I will get to each show in turn, but I promised I would get Dollhouse watched for a fellow Joss fan by tonight, so its review comes first. Expect some looks at the two missing episodes of Heroes later this week. On with the show...
So Joss Whedon returns to television with Dollhouse which reunites him with Eliza (Faith) Dushku. The show is a bit high concept: a private organization erases the memories of dozens of individuals and turns them in to programmable agents able to be assigned to missions from the highest bidder. Dushku plays Echo, one of these agents of the Dollhouse.
We open with an interview from before her time as a doll (for lack of a better term). She has done something not right, although what it is remains vague, and she is in trouble. The Dollhouse offers her a way out. We flash to the present, where Echo meets a boy, has a wild weekend, and is promptly made to forget it by her handlers. She returns to the Dollhouse as little more than a slightly confused, docile automaton while the Dollhouse awaits her next assignment.
Meanwhile an FBI agent named Paul Ballard (Tahmoh Penikett) has a meeting with his less than happy superiors about the lines he has crossed in search of the elusive Dollhouse. But he knows as well as his superiors that his case won’t be closed... someone higher up wants it solved. He goes after a human trafficker named Victor and sets him up as a potential contact in his hunt for the Dollhouse.
After a brief encounter with a new doll named Sierra (Dichen Lachman), Echo gets her new imprint, that of kidnapping expert Eleanor Penn. Her mission is to help secure the release of a kidnapped girl. But the mission goes bad at the meet, when one of Eleanor’s programmed memories recognizes the face of the man who kidnapped and abused her. Her handler, former cop Boyd Langdon (Harry Lennix), helps her plot the kidnappers means of escape. He also convinces the head of the dollhouse, Adelle DeWitt (Olivia Williams) to refrain from wiping Eleanor’s personality too quickly.
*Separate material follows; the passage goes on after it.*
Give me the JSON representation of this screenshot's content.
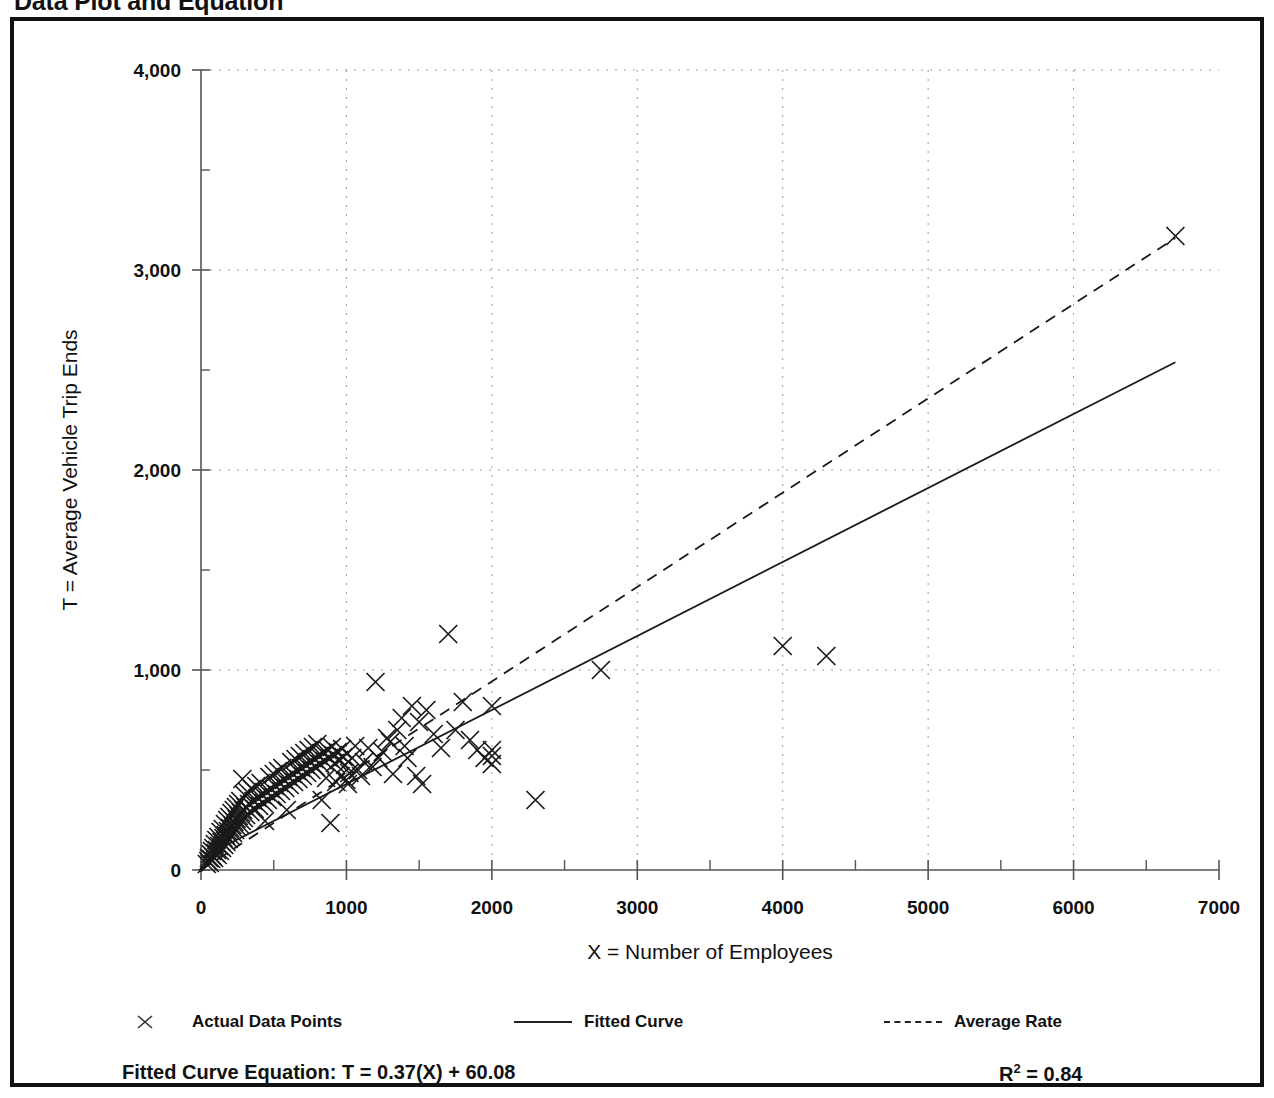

Eleanor tracks down the lost child, convinces the two non-child molesters to let the girl go, and moves to escape with her. The newly minted Sierra arrives to lay waste to all the kidnappers and recover the money.
The show ends with two ominous looks at the future: a folder named Project Alpha handed by DeWitt to her aide Laurence Dominic (Reed Diamond) and a mysterious killer with knowledge about Echo’s past and information for Agent Ballard.
All in all an interesting idea with a weird mix of comic-style super agents and Matrix-like mind programming. I detect a similarity in spirit to Jay Faerber’s comic Gemini and the far more lackluster My Own Worst Enemy but Joss has made sure to design Dollhouse as its own beast. We will have to see if the conspiracy mixed with the hints of something wrong in Echo’s programming (shown tonight as a flash to the view of Sierra’s programming while talking to her client as Eleanor Penn) and the various players can come together to form something memorable or just lackluster. And hope that if the series does carry the same quality as previous Joss shows, that it doesn’t fall in to the same fate as the similary time-slotted Firefly.
1 comment:
Reading this was just as fun as watching Dollhouse, if not more. I'm very excited to watch the next episode after breakfast this morning!